- Messages
- 818
- Type of diabetes
- Gestational
- Treatment type
- Insulin
I was just thinking (I should probably stop thinking and just go to bed at this point, but...) if most carbohydrates come from plants, how much success do people have controlling diabetes while adhering to a plant based diet?
Is the reason some people make it to old age without developing diabetes even after a life time of eating fruit and cake (my 83yo aunt for one) because they only ate small amounts and weren't overeating and probably had a more active (laborious) lifestyle? Or is it because there was just a whole lot less processed food (with added sugars and seed oils) creeping into their diets so the cake they ate was homemade?
And the meats they ate came from animals that were taken to pastures rather than feedlots? (I was talking to my Serbian husband about his 97yo nonna and how during the first half of her life, the pork she was eating would have come from pigs who were allowed to roam in the oak forests to forage for acorns.)
But seriously, plants means vegetables, but also grains and fruits, and most of those are off the menu (or at least limited), aren't they?
I can understand a plant based diet for most of your life must help us not become diabetic in the first place, right? But once you are diabetic, can you really turn things around while still eating grains and fruits, and even legumes with your vegetables?
Is the reason some people make it to old age without developing diabetes even after a life time of eating fruit and cake (my 83yo aunt for one) because they only ate small amounts and weren't overeating and probably had a more active (laborious) lifestyle? Or is it because there was just a whole lot less processed food (with added sugars and seed oils) creeping into their diets so the cake they ate was homemade?
And the meats they ate came from animals that were taken to pastures rather than feedlots? (I was talking to my Serbian husband about his 97yo nonna and how during the first half of her life, the pork she was eating would have come from pigs who were allowed to roam in the oak forests to forage for acorns.)
But seriously, plants means vegetables, but also grains and fruits, and most of those are off the menu (or at least limited), aren't they?
I can understand a plant based diet for most of your life must help us not become diabetic in the first place, right? But once you are diabetic, can you really turn things around while still eating grains and fruits, and even legumes with your vegetables?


:: Exercise directions ::
Return each line of the entries that holds the string "BangladeshKenyaPeruSenegalIndonesiaColom".

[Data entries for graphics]

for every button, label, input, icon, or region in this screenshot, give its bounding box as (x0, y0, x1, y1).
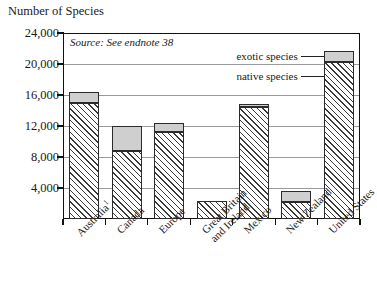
y-axis-tick-label: 4,000 (31, 181, 59, 196)
species-bar-chart: Number of Species 4,0008,00012,00016,000… (0, 0, 377, 288)
chart-title: Number of Species (8, 4, 104, 18)
bar-segment-exotic (324, 51, 354, 62)
x-axis-tick-mark (62, 219, 63, 225)
bar-segment-exotic (154, 123, 184, 132)
y-axis-tick-label: 24,000 (25, 26, 59, 41)
y-axis-tick-label: 12,000 (25, 119, 59, 134)
bar-segment-exotic (69, 92, 99, 103)
bars-layer (63, 33, 360, 219)
y-axis-tick-label: 8,000 (31, 150, 59, 165)
x-axis-tick-mark (317, 219, 318, 225)
legend-leader-line-exotic (301, 56, 324, 57)
y-axis-tick-label: 16,000 (25, 88, 59, 103)
y-axis-tick-label: 20,000 (25, 57, 59, 72)
x-axis-tick-mark (147, 219, 148, 225)
bar-segment-exotic (112, 126, 142, 151)
bar-australia (69, 92, 99, 219)
legend-leader-line-native (301, 76, 324, 77)
x-axis-tick-mark (190, 219, 191, 225)
legend-label-exotic: exotic species (236, 50, 297, 62)
x-axis-tick-mark (275, 219, 276, 225)
bar-segment-exotic (281, 191, 311, 202)
x-axis-tick-mark (359, 219, 360, 225)
bar-segment-native (69, 103, 99, 219)
bar-segment-exotic (239, 104, 269, 106)
legend-label-native: native species (236, 70, 297, 82)
x-axis-tick-mark (105, 219, 106, 225)
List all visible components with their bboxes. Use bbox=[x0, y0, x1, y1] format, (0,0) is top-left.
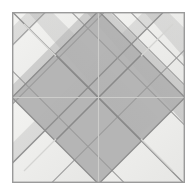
artwork-canvas: Diagonal Diamond Quilt Block bbox=[0, 0, 196, 196]
quilt-pattern-image bbox=[0, 0, 196, 196]
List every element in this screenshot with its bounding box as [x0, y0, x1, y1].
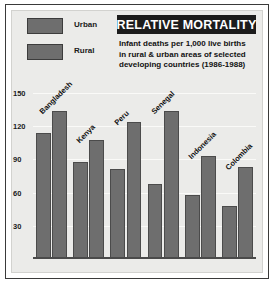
- bar-urban-indonesia: [185, 195, 200, 259]
- bar-rural-senegal: [164, 111, 179, 259]
- chart-subtitle: Infant deaths per 1,000 live births in r…: [119, 39, 259, 71]
- chart-baseline: [33, 257, 256, 259]
- y-tick-label-90: 90: [13, 155, 31, 164]
- subtitle-line-1: Infant deaths per 1,000 live births: [119, 39, 259, 50]
- y-tick-label-150: 150: [13, 89, 31, 98]
- bar-group: [182, 82, 219, 259]
- y-tick-label-30: 30: [13, 222, 31, 231]
- legend-item-urban: Urban: [27, 18, 122, 35]
- legend-label-urban: Urban: [74, 20, 97, 29]
- chart-bars: [33, 82, 256, 259]
- bar-urban-kenya: [73, 162, 88, 259]
- bar-urban-peru: [110, 169, 125, 259]
- bar-group: [219, 82, 256, 259]
- y-tick-label-120: 120: [13, 122, 31, 131]
- chart-plot-area: BangladeshKenyaPeruSenegalIndonesiaColom…: [11, 82, 263, 273]
- legend-swatch-urban: [27, 18, 63, 34]
- bar-urban-colombia: [222, 206, 237, 259]
- bar-urban-bangladesh: [36, 133, 51, 259]
- bar-rural-kenya: [89, 140, 104, 259]
- legend-label-rural: Rural: [74, 46, 94, 55]
- chart-legend: Urban Rural: [27, 18, 122, 68]
- chart-title-bar: RELATIVE MORTALITY: [117, 15, 256, 34]
- chart-figure: Urban Rural RELATIVE MORTALITY Infant de…: [0, 0, 274, 283]
- bar-rural-peru: [127, 122, 142, 259]
- bar-group: [107, 82, 144, 259]
- y-tick-label-60: 60: [13, 189, 31, 198]
- bar-group: [70, 82, 107, 259]
- chart-title: RELATIVE MORTALITY: [117, 18, 257, 32]
- legend-item-rural: Rural: [27, 44, 122, 61]
- bar-rural-indonesia: [201, 156, 216, 259]
- legend-swatch-rural: [27, 44, 63, 60]
- bar-urban-senegal: [148, 184, 163, 259]
- subtitle-line-2: in rural & urban areas of selected: [119, 50, 259, 61]
- chart-plot-inner: BangladeshKenyaPeruSenegalIndonesiaColom…: [33, 82, 256, 259]
- bar-rural-bangladesh: [52, 111, 67, 259]
- subtitle-line-3: developing countries (1986-1988): [119, 60, 259, 71]
- bar-rural-colombia: [238, 167, 253, 259]
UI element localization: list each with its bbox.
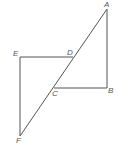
label-c: C: [52, 89, 58, 98]
label-a: A: [103, 0, 109, 9]
geometry-figure: A B C D E F: [0, 0, 118, 143]
label-e: E: [13, 49, 19, 58]
label-f: F: [16, 136, 22, 143]
segment-af: [20, 9, 107, 136]
label-d: D: [67, 48, 73, 57]
label-b: B: [108, 86, 114, 95]
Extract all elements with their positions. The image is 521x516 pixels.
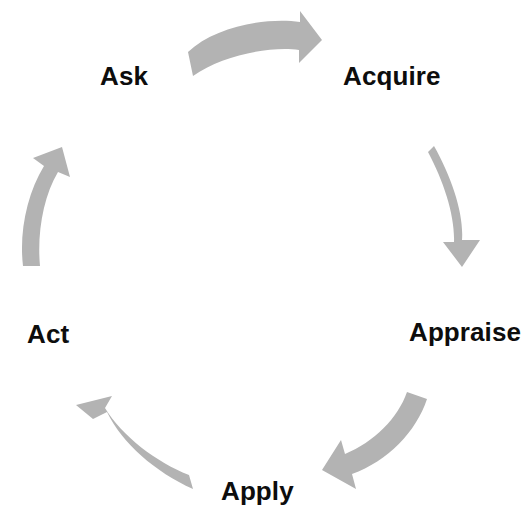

:: Task result ::
- chart-plot-area: BangladeshKenyaPeruSenegalIndonesiaColom…: [11, 82, 263, 273]
- chart-plot-inner: BangladeshKenyaPeruSenegalIndonesiaColom…: [33, 82, 256, 259]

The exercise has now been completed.